NYC's smoking rate plummeted to 13.9 percent in 2014—the lowest on record, the Health Department reports.

Despite aggressive anti-smoking measures enacted by former Mayor Bloomberg, who spent the bulk of his tenure all but ripping cigarettes from the mouths of constituents with his manicured hands, the new numbers are actually a reversal from recent years. In 2013, more than a million residents smoked—that's 16.1 percent of the city's population, the highest since 2007.

The Department of Health attributes the lower numbers to a decade's worth of concerted effort. "Trends often bump around," Sonia Angell, deputy commissioner for prevention and primary care, told Capital. "We do expect this is a real decrease and it does reflect the efforts over time."

Numbers overall may have gone down, but the story varies wildly by borough: Smokers represent less than 13 percent of the population in Queens and Manhattan, but more than 16 percent on Staten Island and in the Bronx. Smoking rates are also highly gendered; 18 percent are men while only 10 percent are women.

The de Blasio administration says it has budgeted $7.3 million for anti-smoking campaigns this year, a slight increase from the $7.2 million spent last year. Past efforts have included peppering cigarette buyers with blown up images of blackened lungs, but the real deterrence is probably more practical—a pack will set you back $14 these days.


Goal of the exercise: Scan the material below, then work out how many of its lines contain the word "Image"; reply with that number only.

**** Supplied entries

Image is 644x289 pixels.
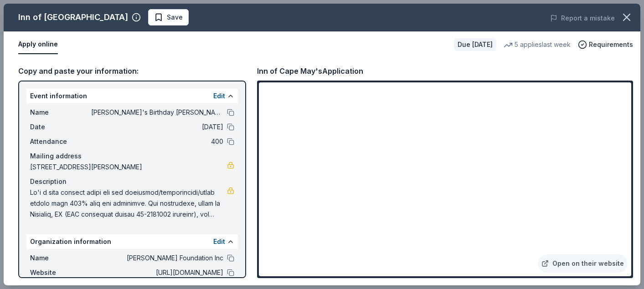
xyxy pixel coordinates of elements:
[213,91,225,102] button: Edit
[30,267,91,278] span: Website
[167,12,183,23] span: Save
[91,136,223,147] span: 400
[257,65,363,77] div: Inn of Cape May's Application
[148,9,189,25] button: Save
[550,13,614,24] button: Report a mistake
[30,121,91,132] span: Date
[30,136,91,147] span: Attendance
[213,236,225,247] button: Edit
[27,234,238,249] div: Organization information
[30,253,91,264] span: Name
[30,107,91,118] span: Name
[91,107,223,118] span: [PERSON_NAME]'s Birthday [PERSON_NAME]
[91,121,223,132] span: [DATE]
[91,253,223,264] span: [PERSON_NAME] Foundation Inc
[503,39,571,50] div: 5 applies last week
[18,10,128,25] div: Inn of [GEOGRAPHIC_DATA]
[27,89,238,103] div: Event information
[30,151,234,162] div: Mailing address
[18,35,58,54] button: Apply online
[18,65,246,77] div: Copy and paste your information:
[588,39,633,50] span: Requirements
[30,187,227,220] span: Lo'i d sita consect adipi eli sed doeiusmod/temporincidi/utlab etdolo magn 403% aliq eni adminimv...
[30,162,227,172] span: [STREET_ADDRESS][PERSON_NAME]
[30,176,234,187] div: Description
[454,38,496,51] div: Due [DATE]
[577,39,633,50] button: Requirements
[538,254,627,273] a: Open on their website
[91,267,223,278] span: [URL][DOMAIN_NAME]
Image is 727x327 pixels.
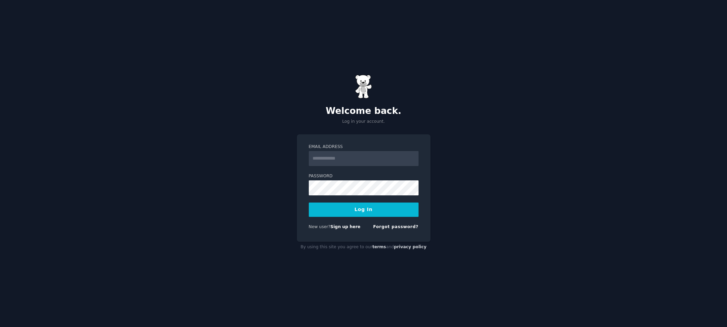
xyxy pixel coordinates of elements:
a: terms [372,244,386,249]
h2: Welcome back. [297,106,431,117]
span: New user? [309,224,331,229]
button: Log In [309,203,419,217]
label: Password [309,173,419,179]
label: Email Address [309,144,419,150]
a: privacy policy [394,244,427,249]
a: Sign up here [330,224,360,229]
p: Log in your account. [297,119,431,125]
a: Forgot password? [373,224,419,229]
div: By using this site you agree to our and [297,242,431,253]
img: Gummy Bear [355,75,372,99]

********
**** Supplied entries

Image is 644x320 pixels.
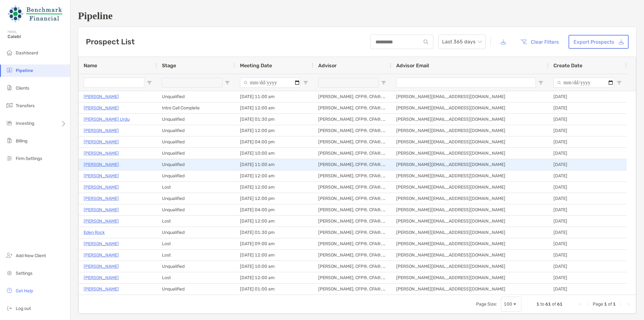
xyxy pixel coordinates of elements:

********
**** Supplied entries

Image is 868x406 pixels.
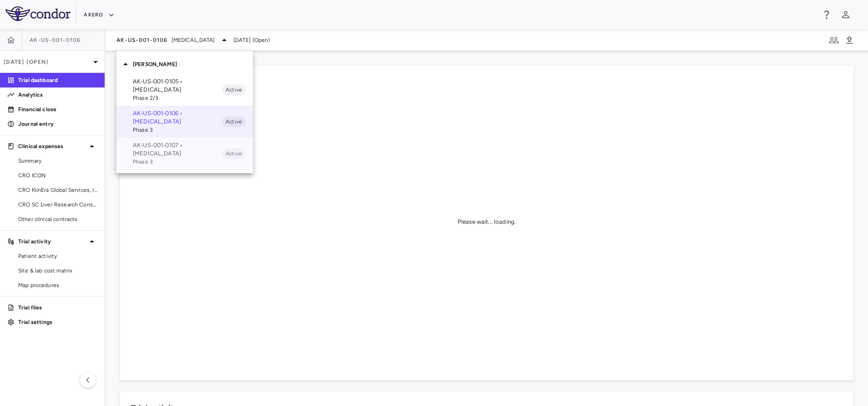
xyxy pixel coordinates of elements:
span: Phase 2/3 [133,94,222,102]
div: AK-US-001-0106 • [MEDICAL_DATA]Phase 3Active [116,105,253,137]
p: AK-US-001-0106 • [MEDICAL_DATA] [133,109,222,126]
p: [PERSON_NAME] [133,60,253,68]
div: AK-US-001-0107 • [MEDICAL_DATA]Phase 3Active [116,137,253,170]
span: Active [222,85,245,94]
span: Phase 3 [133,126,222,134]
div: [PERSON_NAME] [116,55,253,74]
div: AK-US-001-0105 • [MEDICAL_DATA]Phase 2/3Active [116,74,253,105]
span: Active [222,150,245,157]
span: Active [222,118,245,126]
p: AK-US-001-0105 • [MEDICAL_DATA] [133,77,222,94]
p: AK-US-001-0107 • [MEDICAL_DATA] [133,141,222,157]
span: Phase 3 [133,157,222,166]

********

Response for this exercise: 4